Thursday, July 26, 2012

On-line publication of Homer Multitext related scholarship

The Center for Hellenic Studies has published on-line versions of Gregory Nagy's Homer the Classic (Harvard University Press, 2009) and Homer the Preclassic (University of California Press, 2010). Both works illuminate the methodological foundation on which the Homer Mutltext is built. In the words of Richard Martin (whose book The Language of Heroes has also been published on-line by the CHS):
Homer the Preclassic offers an overwhelming challenge to those who picture the Iliad and Odyssey as pneumatic posts, whooshing unchanged from a single authorial source onto the shelf of canonical Western texts. In a tour de force of precise scholarship and imaginative reconstruction, Nagy reexamines in full all the evidence relating to the historical reality of Homeric poetry in the period before the fifth century BCE. He demonstrates for the first time how deeply the constantly contested figure of Homer and the shifting body of poetry attributed to him are enmeshed in the ideologies of competitive festivals and performers, of religious cult and musical tradition, and of political fedearation, individual ambition, and ultimately, empire. (from the back cover of Homer the Preclassic).
The many different forces that Martin identifies have shaped the texts of the Iliad and Odyssey that have come down to us. The Homer Multitext seeks to preserve and publish the historical documents that have come down to us, precisely so that we can appreciate how the texts of these poems have been shaped through time. The Medieval manuscripts, ancient papyri, and the scholia in their margins provide fascinating glimpses into these dynamic historical realities.

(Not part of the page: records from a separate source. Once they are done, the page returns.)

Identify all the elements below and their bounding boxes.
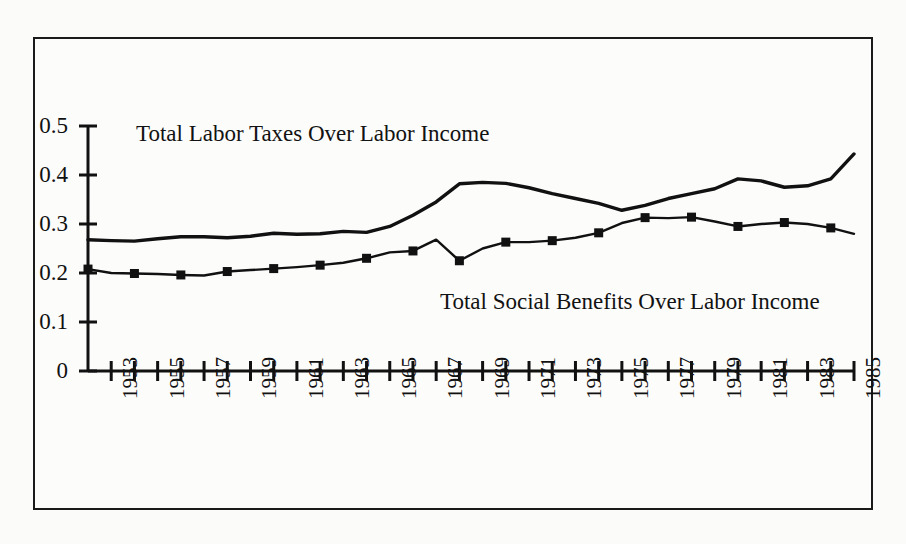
x-tick-label: 1959 — [259, 357, 280, 399]
x-tick-label: 1953 — [120, 357, 141, 399]
x-tick-label: 1977 — [677, 357, 698, 399]
series-group — [84, 154, 855, 280]
series-label-benefits: Total Social Benefits Over Labor Income — [440, 290, 820, 313]
series-label-taxes: Total Labor Taxes Over Labor Income — [136, 122, 489, 145]
y-tick-label: 0.1 — [10, 310, 68, 333]
series-marker-benefits — [733, 222, 742, 231]
series-marker-benefits — [780, 218, 789, 227]
series-marker-benefits — [548, 236, 557, 245]
series-marker-benefits — [269, 264, 278, 273]
x-tick-label: 1955 — [167, 357, 188, 399]
series-marker-benefits — [223, 267, 232, 276]
x-tick-label: 1985 — [863, 357, 884, 399]
x-tick-label: 1981 — [770, 357, 791, 399]
x-tick-label: 1965 — [399, 357, 420, 399]
x-tick-label: 1963 — [352, 357, 373, 399]
x-tick-label: 1967 — [445, 357, 466, 399]
x-tick-label: 1961 — [306, 357, 327, 399]
y-tick-label: 0.5 — [10, 114, 68, 137]
series-marker-benefits — [130, 269, 139, 278]
x-tick-label: 1969 — [492, 357, 513, 399]
series-marker-benefits — [408, 246, 417, 255]
series-marker-benefits — [455, 256, 464, 265]
series-marker-benefits — [84, 265, 93, 274]
series-marker-benefits — [176, 270, 185, 279]
x-tick-label: 1971 — [538, 357, 559, 399]
x-tick-label: 1975 — [631, 357, 652, 399]
y-tick-label: 0.3 — [10, 212, 68, 235]
series-marker-benefits — [362, 254, 371, 263]
series-marker-benefits — [826, 223, 835, 232]
series-marker-benefits — [501, 238, 510, 247]
chart-canvas — [0, 0, 906, 544]
x-tick-label: 1957 — [213, 357, 234, 399]
x-tick-label: 1979 — [724, 357, 745, 399]
figure-page: 0.50.40.30.20.10 19531955195719591961196… — [0, 0, 906, 544]
y-tick-label: 0.4 — [10, 163, 68, 186]
series-marker-benefits — [641, 213, 650, 222]
y-tick-label: 0.2 — [10, 261, 68, 284]
y-tick-label: 0 — [10, 359, 68, 382]
series-marker-benefits — [687, 213, 696, 222]
x-tick-label: 1983 — [817, 357, 838, 399]
series-marker-benefits — [594, 228, 603, 237]
series-marker-benefits — [316, 261, 325, 270]
x-tick-label: 1973 — [584, 357, 605, 399]
axis-group — [79, 125, 854, 381]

Other Homer Multitext related scholarship published by the CHS includes the original French text of Milman Parry's thesis known in English as "The Traditional Epithet in Homer," Douglas Frame's Hippota Nestor, and numerous other works by Gregory Nagy, all of which can be found on the CHS on-line publications page.

1 comment:

  1. This work is an interesting essay that describes a crucial step in the Homeric text.
    P.S.
    I'll be surely wrong but I like to believe still existed historically a Homer! Forgive me!